It's not really the exposed skin that's the issue. At higher latitudes the ultraviolet (UVB) gets scattered by the longer path through the atmosphere and so even if you were naked you still wouldn't be getting enough.

See my comment above re a CCC.de video from 38C3.

There was a good CCC talk on pulling images from weather sats (and data from other satellites) - https://youtu.be/fM5w7bFNvWI?si=Dq6S6nYOE_frAd7b

It's been done before, but this was a great talk imo.


We have an amazing gov.uk web team, they could have expanded that and built it in house with civil servants costing £60k ea per annum at the very most.

£120k, double it for stupid amounts of testing, double it again for managers to tell the people doing the work "do the work". We're still only at £500k.
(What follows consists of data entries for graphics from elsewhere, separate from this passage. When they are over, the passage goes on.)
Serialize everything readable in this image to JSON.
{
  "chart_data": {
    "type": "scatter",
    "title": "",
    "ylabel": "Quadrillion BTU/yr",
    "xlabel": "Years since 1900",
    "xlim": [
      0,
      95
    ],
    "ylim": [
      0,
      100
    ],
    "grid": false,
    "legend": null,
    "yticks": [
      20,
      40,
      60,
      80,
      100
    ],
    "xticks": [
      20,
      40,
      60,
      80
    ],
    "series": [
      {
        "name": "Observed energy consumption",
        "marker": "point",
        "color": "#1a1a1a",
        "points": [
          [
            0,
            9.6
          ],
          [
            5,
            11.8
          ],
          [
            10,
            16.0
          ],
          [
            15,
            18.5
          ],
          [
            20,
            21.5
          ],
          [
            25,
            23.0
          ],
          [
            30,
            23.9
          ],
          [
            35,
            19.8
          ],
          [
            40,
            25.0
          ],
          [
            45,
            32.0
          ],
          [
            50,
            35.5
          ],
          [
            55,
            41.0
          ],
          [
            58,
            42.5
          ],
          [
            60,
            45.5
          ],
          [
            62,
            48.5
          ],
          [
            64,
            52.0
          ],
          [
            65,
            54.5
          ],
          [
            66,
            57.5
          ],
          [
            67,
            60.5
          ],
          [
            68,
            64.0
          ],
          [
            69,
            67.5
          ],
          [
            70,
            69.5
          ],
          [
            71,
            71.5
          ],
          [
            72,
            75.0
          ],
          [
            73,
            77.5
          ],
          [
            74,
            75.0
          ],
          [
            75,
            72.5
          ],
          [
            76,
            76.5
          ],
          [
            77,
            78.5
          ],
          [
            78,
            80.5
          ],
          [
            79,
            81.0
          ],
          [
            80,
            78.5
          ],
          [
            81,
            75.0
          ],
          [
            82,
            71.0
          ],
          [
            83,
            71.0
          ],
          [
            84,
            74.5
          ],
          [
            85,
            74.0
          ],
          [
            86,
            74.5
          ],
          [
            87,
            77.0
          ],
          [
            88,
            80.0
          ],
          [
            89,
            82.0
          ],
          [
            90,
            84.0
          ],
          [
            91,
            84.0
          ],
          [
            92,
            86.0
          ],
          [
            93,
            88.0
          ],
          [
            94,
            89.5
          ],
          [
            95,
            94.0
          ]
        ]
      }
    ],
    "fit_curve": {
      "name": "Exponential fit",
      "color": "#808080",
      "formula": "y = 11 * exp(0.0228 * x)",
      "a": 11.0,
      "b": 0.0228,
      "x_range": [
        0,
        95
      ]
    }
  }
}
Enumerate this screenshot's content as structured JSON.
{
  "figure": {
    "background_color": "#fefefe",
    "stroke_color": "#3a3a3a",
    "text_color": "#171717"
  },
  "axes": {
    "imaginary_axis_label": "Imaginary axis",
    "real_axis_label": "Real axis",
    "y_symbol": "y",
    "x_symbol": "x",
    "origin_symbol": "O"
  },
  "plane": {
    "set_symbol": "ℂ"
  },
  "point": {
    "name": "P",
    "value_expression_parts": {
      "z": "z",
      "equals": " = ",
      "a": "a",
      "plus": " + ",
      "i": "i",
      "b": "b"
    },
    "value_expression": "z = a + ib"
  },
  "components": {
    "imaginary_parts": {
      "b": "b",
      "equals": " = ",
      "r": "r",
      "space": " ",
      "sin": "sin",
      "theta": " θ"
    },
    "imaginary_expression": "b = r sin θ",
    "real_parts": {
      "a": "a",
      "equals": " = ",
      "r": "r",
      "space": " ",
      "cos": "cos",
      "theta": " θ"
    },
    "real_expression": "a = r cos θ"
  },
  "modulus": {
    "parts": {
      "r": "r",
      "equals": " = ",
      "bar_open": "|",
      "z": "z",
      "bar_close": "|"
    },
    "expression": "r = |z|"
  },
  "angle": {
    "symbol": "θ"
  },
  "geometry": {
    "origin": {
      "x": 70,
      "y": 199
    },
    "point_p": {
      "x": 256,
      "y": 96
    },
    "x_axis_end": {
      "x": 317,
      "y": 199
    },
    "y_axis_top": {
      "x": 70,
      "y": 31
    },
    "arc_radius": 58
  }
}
Gov.uk web team are supposed to be award winning. Why are we picking shitty slop-corps to do this work?


Unfortunately because the top end of the salary is limited, to get people to work on stuff they need to bring in contractors to fill out the teams for many projects.
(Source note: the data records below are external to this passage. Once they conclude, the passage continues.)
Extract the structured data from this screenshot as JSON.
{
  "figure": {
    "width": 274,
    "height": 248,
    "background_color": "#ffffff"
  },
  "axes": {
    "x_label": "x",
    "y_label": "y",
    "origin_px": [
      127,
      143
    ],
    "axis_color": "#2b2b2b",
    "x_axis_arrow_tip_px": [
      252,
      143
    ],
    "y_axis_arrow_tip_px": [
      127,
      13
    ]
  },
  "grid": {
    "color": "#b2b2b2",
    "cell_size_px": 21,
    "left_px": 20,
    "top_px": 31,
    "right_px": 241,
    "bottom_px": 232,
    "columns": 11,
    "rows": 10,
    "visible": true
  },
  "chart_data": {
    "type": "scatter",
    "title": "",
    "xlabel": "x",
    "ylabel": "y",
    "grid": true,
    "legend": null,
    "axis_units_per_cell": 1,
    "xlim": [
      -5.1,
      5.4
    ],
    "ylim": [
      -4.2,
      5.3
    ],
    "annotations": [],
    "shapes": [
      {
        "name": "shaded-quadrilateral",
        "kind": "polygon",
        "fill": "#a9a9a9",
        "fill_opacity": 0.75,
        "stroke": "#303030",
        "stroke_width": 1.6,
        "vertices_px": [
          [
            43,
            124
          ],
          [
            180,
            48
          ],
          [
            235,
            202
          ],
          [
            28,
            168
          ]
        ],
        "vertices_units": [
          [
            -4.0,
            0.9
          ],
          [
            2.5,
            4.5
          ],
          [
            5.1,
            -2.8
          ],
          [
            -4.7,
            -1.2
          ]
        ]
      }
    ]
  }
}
Sounds like an innovative approach, any IP protection on your tech?

Have your early versions made any sort of profit?

Absolutely amazing stuff to me. A teenager I very briefly showed it to was nonplussed - 'it's a talking head, isn't that really easy to do' ...


Haha, I kind of get that reaction. Convincing the world "this was hard to do" is generally not easy. Re: user uploads, we're operating in good faith at the moment (no built-in IP moderation). This hasn't been an issue so far. Current pricing reflects our operating costs. Each end-user gets a dedicated GPU for the duration of a call, which is expensive. Advancements on the model-side should eventually allow us to parallelize this.
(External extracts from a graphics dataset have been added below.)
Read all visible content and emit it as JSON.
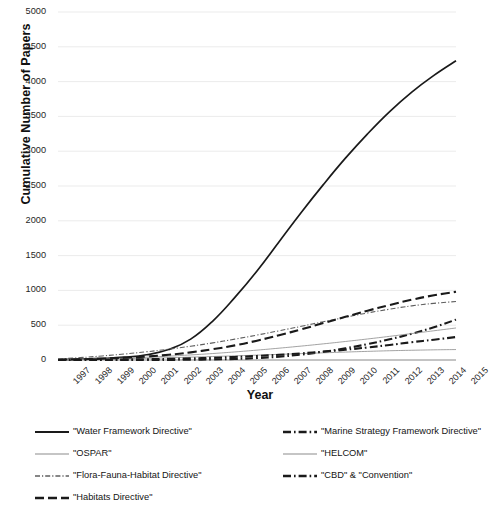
{
  "chart_data": {
    "type": "line",
    "title": "",
    "xlabel": "Year",
    "ylabel": "Cumulative Number of Papers",
    "grid": "horizontal",
    "legend_position": "bottom",
    "xlim": [
      1997,
      2015
    ],
    "ylim": [
      0,
      5000
    ],
    "ytick_step": 500,
    "categories": [
      "1997",
      "1998",
      "1999",
      "2000",
      "2001",
      "2002",
      "2003",
      "2004",
      "2005",
      "2006",
      "2007",
      "2008",
      "2009",
      "2010",
      "2011",
      "2012",
      "2013",
      "2014",
      "2015"
    ],
    "x": [
      1997,
      1998,
      1999,
      2000,
      2001,
      2002,
      2003,
      2004,
      2005,
      2006,
      2007,
      2008,
      2009,
      2010,
      2011,
      2012,
      2013,
      2014,
      2015
    ],
    "ytick_labels": [
      "0",
      "500",
      "1000",
      "1500",
      "2000",
      "2500",
      "3000",
      "3500",
      "4000",
      "4500",
      "5000"
    ],
    "series": [
      {
        "name": "\"Water Framework Directive\"",
        "style": "solid-thick",
        "color": "#1a1a1a",
        "values": [
          5,
          12,
          22,
          40,
          75,
          150,
          300,
          560,
          900,
          1280,
          1700,
          2120,
          2520,
          2900,
          3250,
          3570,
          3850,
          4090,
          4300
        ]
      },
      {
        "name": "\"Marine Strategy Framework Directive\"",
        "style": "dashdot-thick",
        "color": "#1a1a1a",
        "values": [
          0,
          0,
          0,
          0,
          1,
          2,
          4,
          8,
          15,
          28,
          48,
          78,
          118,
          168,
          228,
          298,
          378,
          470,
          580
        ]
      },
      {
        "name": "\"OSPAR\"",
        "style": "solid-thin-light",
        "color": "#8c8c8c",
        "values": [
          2,
          6,
          11,
          17,
          24,
          32,
          41,
          50,
          60,
          70,
          81,
          92,
          103,
          114,
          124,
          133,
          140,
          146,
          150
        ]
      },
      {
        "name": "\"HELCOM\"",
        "style": "solid-thin-light",
        "color": "#8c8c8c",
        "values": [
          3,
          9,
          17,
          27,
          40,
          55,
          73,
          93,
          116,
          142,
          170,
          200,
          232,
          266,
          302,
          340,
          380,
          420,
          460
        ]
      },
      {
        "name": "\"Flora-Fauna-Habitat Directive\"",
        "style": "dashdot-thin",
        "color": "#5f5f5f",
        "values": [
          14,
          34,
          58,
          86,
          118,
          155,
          198,
          246,
          300,
          358,
          420,
          484,
          550,
          614,
          676,
          730,
          778,
          814,
          840
        ]
      },
      {
        "name": "\"CBD\" & \"Convention\"",
        "style": "dashdot-thick",
        "color": "#1a1a1a",
        "values": [
          1,
          2,
          4,
          7,
          11,
          16,
          23,
          32,
          44,
          58,
          75,
          96,
          120,
          148,
          180,
          216,
          256,
          292,
          330
        ]
      },
      {
        "name": "\"Habitats Directive\"",
        "style": "dash-thick",
        "color": "#1a1a1a",
        "values": [
          4,
          10,
          19,
          32,
          50,
          75,
          110,
          155,
          210,
          278,
          356,
          440,
          530,
          620,
          708,
          790,
          866,
          930,
          980
        ]
      }
    ]
  },
  "axes": {
    "ylabel": "Cumulative Number of Papers",
    "xlabel": "Year"
  },
  "legend": {
    "items": [
      {
        "label": "\"Water Framework Directive\"",
        "style": "solid-thick",
        "col": 0,
        "row": 0
      },
      {
        "label": "\"Marine Strategy Framework Directive\"",
        "style": "dashdot-thick",
        "col": 1,
        "row": 0
      },
      {
        "label": "\"OSPAR\"",
        "style": "solid-thin-light",
        "col": 0,
        "row": 1
      },
      {
        "label": "\"HELCOM\"",
        "style": "solid-thin-light",
        "col": 1,
        "row": 1
      },
      {
        "label": "\"Flora-Fauna-Habitat Directive\"",
        "style": "dashdot-thin",
        "col": 0,
        "row": 2
      },
      {
        "label": "\"CBD\" & \"Convention\"",
        "style": "dashdot-thick",
        "col": 1,
        "row": 2
      },
      {
        "label": "\"Habitats Directive\"",
        "style": "dash-thick",
        "col": 0,
        "row": 3
      }
    ]
  }
}
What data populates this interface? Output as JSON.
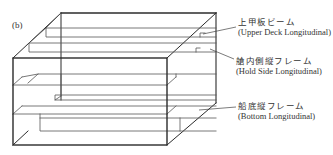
{
  "figure": {
    "panel_label": "(b)",
    "labels": [
      {
        "id": "upper-deck",
        "jp": "上甲板ビーム",
        "en": "(Upper Deck Longitudinal)"
      },
      {
        "id": "hold-side",
        "jp": "艙内側縦フレーム",
        "en": "(Hold Side Longitudinal)"
      },
      {
        "id": "bottom",
        "jp": "船底縦フレーム",
        "en": "(Bottom Longitudinal)"
      }
    ],
    "colors": {
      "line": "#2b2b2b",
      "thin_line": "#6a6a6a",
      "background": "#ffffff"
    }
  }
}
There's plenty of blame to go around!

Obviously rushing to the aid of a fellow human who was assaulted by a masked person for no reason other than to act out that person's longing for violence might be "disorderly" to you. To the rest of us it's called compassionate, human, democratic. It isn't against any written law in USA, any law passed by a democratic legislative body.

You have no care for the law nor for humanity. You're supporting summary execution by a stasi; you seriously need to step back and reconsider your belief system.


The people "making disorder" are operating democratically within the former USA constitution.

Those you consider to be bringing order are arbitrarily enacting violence against citizens and other people in ways that break the law and Constitution; and which are outlawed in all moral societies. Sure, strict conformance to a dictators whims is a form of order, but if you seek that sort of order in your life you should look for a dom and not attempt to impose it on others.

The clashes do not have to happen. Trump's Regime can be removed, habeas corpus resurrected, and the Constitution re-implemented.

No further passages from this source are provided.